“Every moment is a bardo. Every moment is a death, and an opportunity for new life.”Corey deVos
In the Buddhist tradition, the “bardo” refers to the transitional state between lifetimes, a liminal state (or series of states) between death and birth. There are no shortage of practices designed to help us prepare for this ultimate transition — to “practice dying”, as Plato instructed his disciples to do. As Ken Wilber says,
“All spiritual practice is a rehearsal—and at its best, an enactment—of death. As the mystics put it, ‘If you die before you die, then when you die, you won’t die.’ In other words, if right now you die to the separate-self sense, and discover instead your real Self which is the entire Kosmos at large, then the death of this particular bodymind is but a leaf falling from the eternal tree that you are.”
However, this is not a conversation about death. It is a conversation about life.

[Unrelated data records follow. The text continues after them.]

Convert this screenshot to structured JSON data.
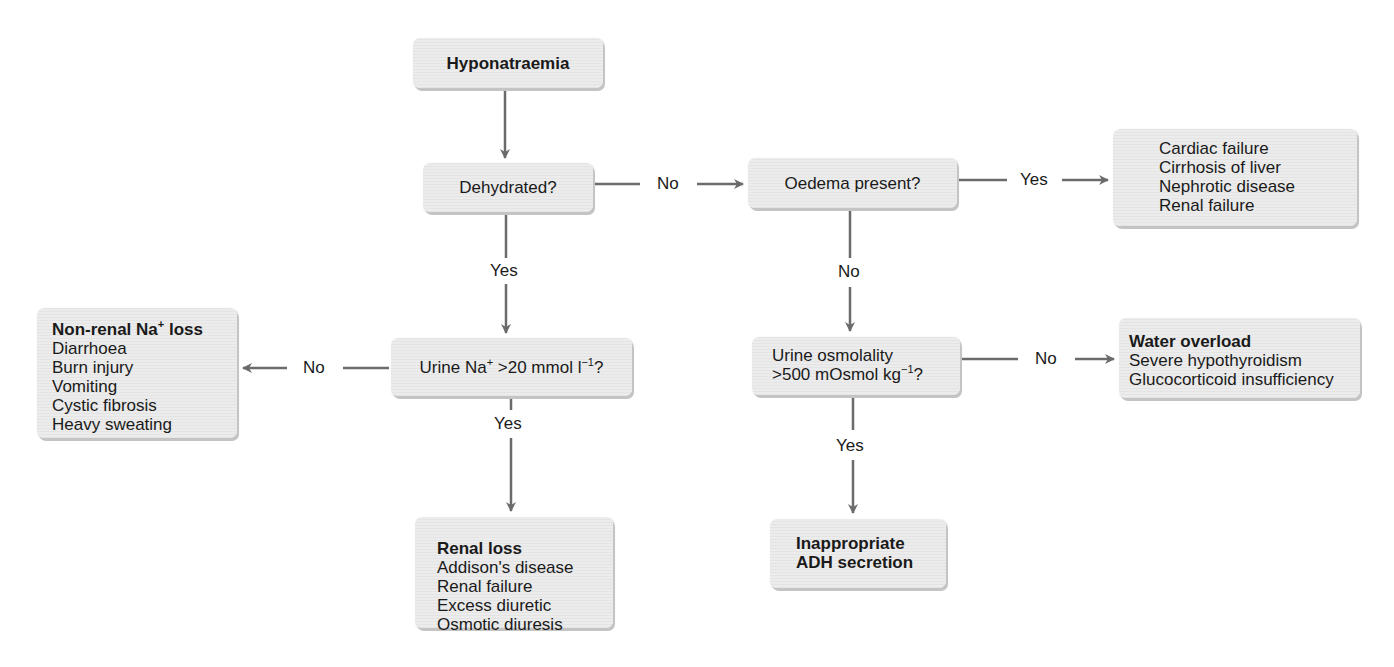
{
  "nodes": {
    "start": {
      "title": "Hyponatraemia"
    },
    "dehydrated": {
      "question": "Dehydrated?"
    },
    "oedema": {
      "question": "Oedema present?"
    },
    "oedema_causes": {
      "items": [
        "Cardiac failure",
        "Cirrhosis of liver",
        "Nephrotic disease",
        "Renal failure"
      ]
    },
    "urine_na": {
      "question_prefix": "Urine Na",
      "question_sup": "+",
      "question_mid": " >20 mmol l",
      "question_sup2": "−1",
      "question_suffix": "?"
    },
    "non_renal": {
      "title_prefix": "Non-renal Na",
      "title_sup": "+",
      "title_suffix": " loss",
      "items": [
        "Diarrhoea",
        "Burn injury",
        "Vomiting",
        "Cystic fibrosis",
        "Heavy sweating"
      ]
    },
    "renal_loss": {
      "title": "Renal loss",
      "items": [
        "Addison's disease",
        "Renal failure",
        "Excess diuretic",
        "Osmotic diuresis"
      ]
    },
    "urine_osm": {
      "line1": "Urine osmolality",
      "line2_prefix": ">500 mOsmol kg",
      "line2_sup": "−1",
      "line2_suffix": "?"
    },
    "water_overload": {
      "title": "Water overload",
      "items": [
        "Severe hypothyroidism",
        "Glucocorticoid insufficiency"
      ]
    },
    "adh": {
      "line1": "Inappropriate",
      "line2": "ADH secretion"
    }
  },
  "edges": {
    "dehydrated_no": "No",
    "dehydrated_yes": "Yes",
    "oedema_yes": "Yes",
    "oedema_no": "No",
    "urine_na_no": "No",
    "urine_na_yes": "Yes",
    "urine_osm_no": "No",
    "urine_osm_yes": "Yes"
  },
  "colors": {
    "arrow": "#6b6b6b",
    "box": "#e8e8e8",
    "text": "#1a1a1a"
  }
}
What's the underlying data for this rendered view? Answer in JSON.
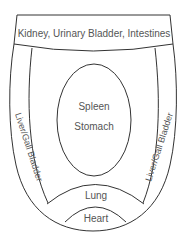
{
  "diagram": {
    "regions": {
      "top": "Kidney, Urinary Bladder, Intestines",
      "center_1": "Spleen",
      "center_2": "Stomach",
      "left": "Liver/Gall Bladder",
      "right": "Liver/Gall Bladder",
      "lower": "Lung",
      "bottom": "Heart"
    },
    "colors": {
      "line": "#333333",
      "text": "#555555",
      "background": "#ffffff"
    }
  }
}
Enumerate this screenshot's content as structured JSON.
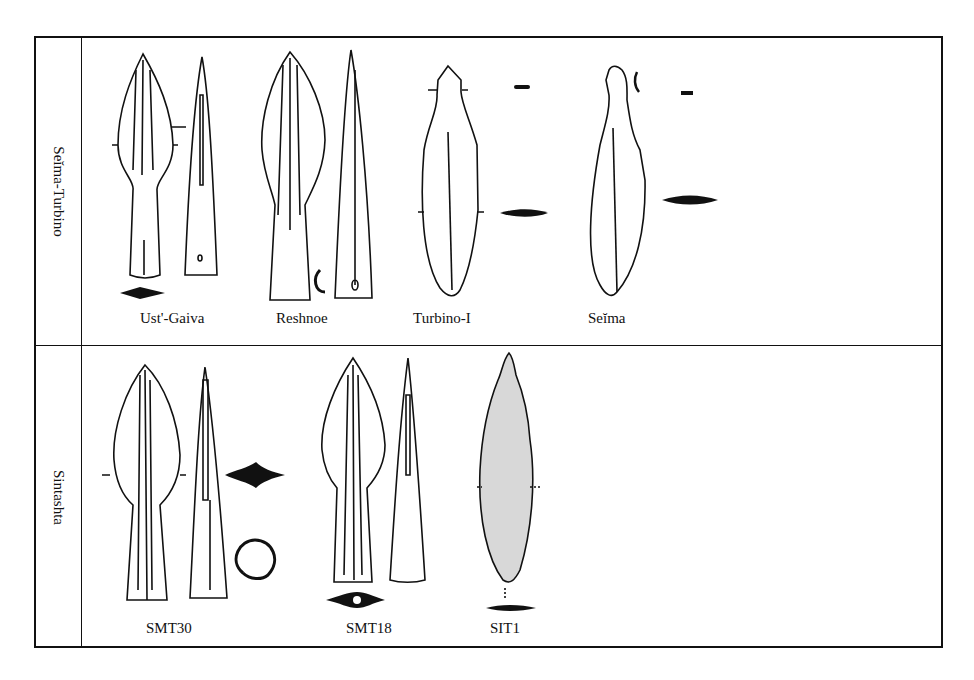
{
  "figure": {
    "rows": [
      {
        "label": "Seĭma-Turbino",
        "items": [
          {
            "caption": "Ust'-Gaiva"
          },
          {
            "caption": "Reshnoe"
          },
          {
            "caption": "Turbino-I"
          },
          {
            "caption": "Seĭma"
          }
        ]
      },
      {
        "label": "Sintashta",
        "items": [
          {
            "caption": "SMT30"
          },
          {
            "caption": "SMT18"
          },
          {
            "caption": "SIT1"
          }
        ]
      }
    ]
  }
}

It’s about recognizing the fact that every moment is a bardo, a transition from one state of being to another state of being — and within these ubiquitous transitions there are opportunities to transcend the karmas of our conditioning, and to channel new kinds of creativity into the world.
This discussion is an open-hearted celebration of transition, an appreciation of the fact that there is never any real solid ground beneath our feet, because nothing is truly solid or lasting in this manifest world. We know that, in this reality, “energy cannot be created or destroyed, only changed” — which means that only the changing is real. Creation and destruction, birth and death, are illusions arising from the temporary semi-stable patterns of organization that forever exist in their own perpetual state of transition. The only truly permanent ground we can ever hope to find is the Ground of Being itself, which never actually enters the stream of time to begin with, but nonetheless infuses and envelopes the whole of manifest reality.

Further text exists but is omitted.